Wednesday, November 11, 2009

Blog 17: Quote-Response Trifles

I love Trifles! It is such a short play, but it makes a strong impact. I like how it sets up women's knowledge against men's. The men are investigating the murder of John Wright, whose wife is being held on suspicion of having committed the crime. Dramatic irony occurs as the men reject evidence in the kitchen; the Sheriff says, "Nothing here but kitchen things" (Glaspell 840). This bit of dialogue suggests that the men reject the "kitchen things" as evidence because they are kitchen things; they are part of women's lives and therefore not important. In their arrogant reasoning, they somehow forget that the suspect is female, which should make "kitchen things" very important. The men go upstairs to investigate the scene of the crime, and their wives, left behind in the kitchen to pick up some things for Mrs. Wright, locate all the evendence needed to indicate not only that Mrs. Wright killed her husband because of his brutality but also that they shared some of the blame for knowing "how things can be--for women" and not "com[ing] over here once in a while!" (847) The men's reaction to "kitchen things" indicates "how things can be." Women's lives and women themselves were treated as inconsequential, and when one is inconsequential, one is not really human in terms of rights or in terms of treatment, which allows brutal men like John Wright to torture his spouse. In this "Jury of Her Peers," Mrs. Wright is acquitted by the women because they understand that she murdered her husband because he killed all the joy in her life and because they should have seen the problem and tried to help.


### TASK
All entries must be repeated exactly; do not include the pictures.

### THE INPUT
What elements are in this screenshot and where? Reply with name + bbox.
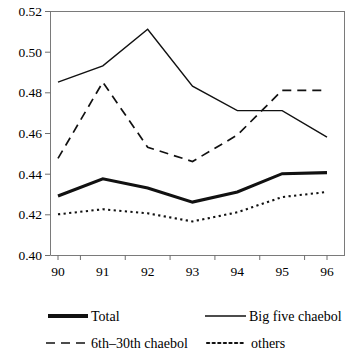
x-tick-labels: 90 91 92 93 94 95 96 bbox=[51, 264, 334, 279]
legend-label-total: Total bbox=[91, 309, 120, 324]
series-line-big-five-chaebol bbox=[58, 29, 327, 137]
series-line-others bbox=[58, 192, 327, 221]
chart-legend: Total Big five chaebol 6th–30th chaebol … bbox=[46, 309, 342, 351]
line-chart-figure: 0.52 0.50 0.48 0.46 0.44 0.42 0.40 90 91… bbox=[0, 0, 349, 357]
y-tick-marks bbox=[45, 12, 51, 256]
y-tick-label: 0.48 bbox=[18, 85, 42, 100]
x-tick-label: 90 bbox=[51, 264, 65, 279]
legend-label-6th-30th-chaebol: 6th–30th chaebol bbox=[91, 336, 188, 351]
y-tick-label: 0.46 bbox=[18, 126, 42, 141]
y-tick-label: 0.42 bbox=[18, 207, 42, 222]
y-tick-label: 0.50 bbox=[18, 45, 42, 60]
x-tick-label: 91 bbox=[96, 264, 110, 279]
chart-canvas: 0.52 0.50 0.48 0.46 0.44 0.42 0.40 90 91… bbox=[0, 0, 349, 357]
x-tick-label: 95 bbox=[275, 264, 289, 279]
x-tick-label: 92 bbox=[141, 264, 155, 279]
x-tick-label: 93 bbox=[186, 264, 200, 279]
y-tick-label: 0.40 bbox=[18, 248, 42, 263]
chart-axes bbox=[51, 11, 346, 256]
y-tick-labels: 0.52 0.50 0.48 0.46 0.44 0.42 0.40 bbox=[18, 4, 42, 263]
x-tick-label: 96 bbox=[320, 264, 334, 279]
y-tick-label: 0.44 bbox=[18, 167, 42, 182]
y-tick-label: 0.52 bbox=[18, 4, 42, 19]
legend-label-others: others bbox=[251, 336, 285, 351]
series-line-total bbox=[58, 173, 327, 202]
chart-series-group bbox=[58, 29, 327, 221]
legend-label-big-five-chaebol: Big five chaebol bbox=[249, 309, 342, 324]
x-tick-label: 94 bbox=[231, 264, 245, 279]
series-line-6th-30th-chaebol bbox=[58, 82, 327, 161]
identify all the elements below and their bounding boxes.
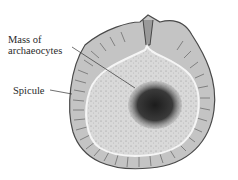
- label-line: archaeocytes: [8, 45, 62, 56]
- label-spicule: Spicule: [13, 85, 45, 96]
- leader-line-spicule: [50, 90, 72, 94]
- label-line: Mass of: [8, 34, 62, 45]
- label-mass-of-archaeocytes: Mass of archaeocytes: [8, 34, 62, 56]
- label-line: Spicule: [13, 85, 45, 96]
- archaeocyte-mass: [128, 81, 182, 129]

### RESULT OF THE TASK
What elements are in this screenshot and where? Reply with name + bbox.
x-tick-labels: 90 91 92 93 94 95 96 bbox=[51, 264, 334, 279]
legend-label-total: Total bbox=[91, 309, 120, 324]
series-line-big-five-chaebol bbox=[58, 29, 327, 137]
series-line-others bbox=[58, 192, 327, 221]
chart-legend: Total Big five chaebol 6th–30th chaebol … bbox=[46, 309, 342, 351]
line-chart-figure: 0.52 0.50 0.48 0.46 0.44 0.42 0.40 90 91… bbox=[0, 0, 349, 357]
y-tick-marks bbox=[45, 12, 51, 256]
y-tick-label: 0.48 bbox=[18, 85, 42, 100]
x-tick-label: 90 bbox=[51, 264, 65, 279]
legend-label-6th-30th-chaebol: 6th–30th chaebol bbox=[91, 336, 188, 351]
y-tick-label: 0.46 bbox=[18, 126, 42, 141]
y-tick-label: 0.42 bbox=[18, 207, 42, 222]
y-tick-label: 0.50 bbox=[18, 45, 42, 60]
x-tick-label: 91 bbox=[96, 264, 110, 279]
chart-canvas: 0.52 0.50 0.48 0.46 0.44 0.42 0.40 90 91… bbox=[0, 0, 349, 357]
x-tick-label: 95 bbox=[275, 264, 289, 279]
x-tick-label: 92 bbox=[141, 264, 155, 279]
x-tick-label: 93 bbox=[186, 264, 200, 279]
y-tick-label: 0.40 bbox=[18, 248, 42, 263]
chart-axes bbox=[51, 11, 346, 256]
y-tick-labels: 0.52 0.50 0.48 0.46 0.44 0.42 0.40 bbox=[18, 4, 42, 263]
x-tick-label: 96 bbox=[320, 264, 334, 279]
y-tick-label: 0.44 bbox=[18, 167, 42, 182]
y-tick-label: 0.52 bbox=[18, 4, 42, 19]
legend-label-others: others bbox=[251, 336, 285, 351]
series-line-total bbox=[58, 173, 327, 202]
chart-series-group bbox=[58, 29, 327, 221]
legend-label-big-five-chaebol: Big five chaebol bbox=[249, 309, 342, 324]
x-tick-label: 94 bbox=[231, 264, 245, 279]
series-line-6th-30th-chaebol bbox=[58, 82, 327, 161]
identify all the elements below and their bounding boxes.
- label-line: archaeocytes: [8, 45, 62, 56]
- label-spicule: Spicule: [13, 85, 45, 96]
- leader-line-spicule: [50, 90, 72, 94]
- label-line: Mass of: [8, 34, 62, 45]
- label-mass-of-archaeocytes: Mass of archaeocytes: [8, 34, 62, 56]
- label-line: Spicule: [13, 85, 45, 96]
- archaeocyte-mass: [128, 81, 182, 129]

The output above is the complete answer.